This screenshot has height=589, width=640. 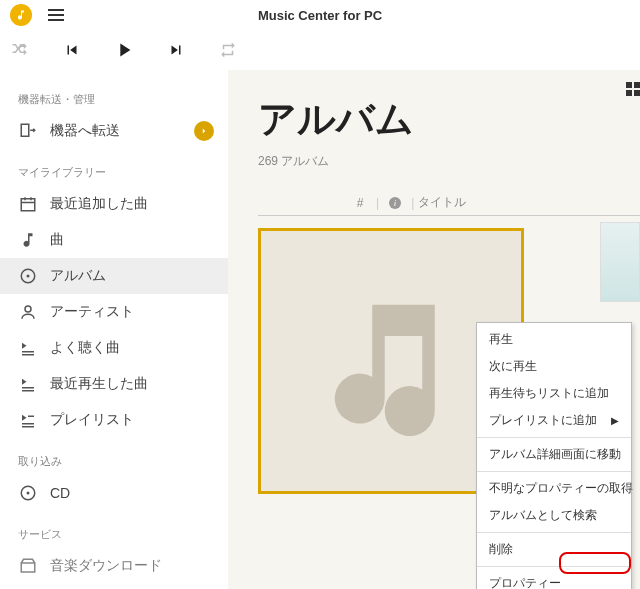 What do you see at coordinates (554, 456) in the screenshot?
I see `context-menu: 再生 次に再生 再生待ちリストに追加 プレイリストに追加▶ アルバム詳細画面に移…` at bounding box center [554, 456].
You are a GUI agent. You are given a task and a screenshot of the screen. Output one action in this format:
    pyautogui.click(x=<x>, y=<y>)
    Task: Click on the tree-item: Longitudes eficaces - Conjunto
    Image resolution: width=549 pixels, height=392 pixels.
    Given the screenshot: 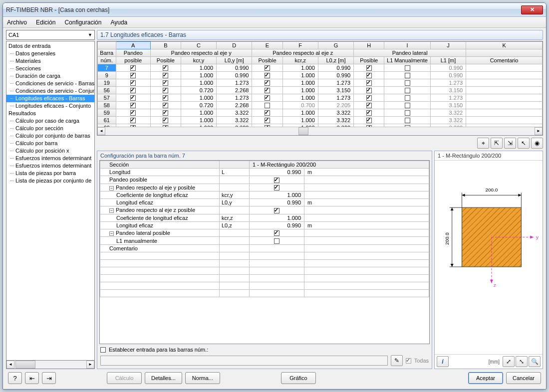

# # # #

▶ **Task prompt**: Please write out exactly the lines from the one containing "You are a GUI" through the last line of the records above, and leave out any pictures.

▶ **Solved exercise**:
You are a GUI agent. You are given a task and a screenshot of the screen. Output one action in this format:
    pyautogui.click(x=<x>, y=<y>)
    Task: Click on the tree-item: Longitudes eficaces - Conjunto
    Image resolution: width=549 pixels, height=392 pixels.
    Given the screenshot: 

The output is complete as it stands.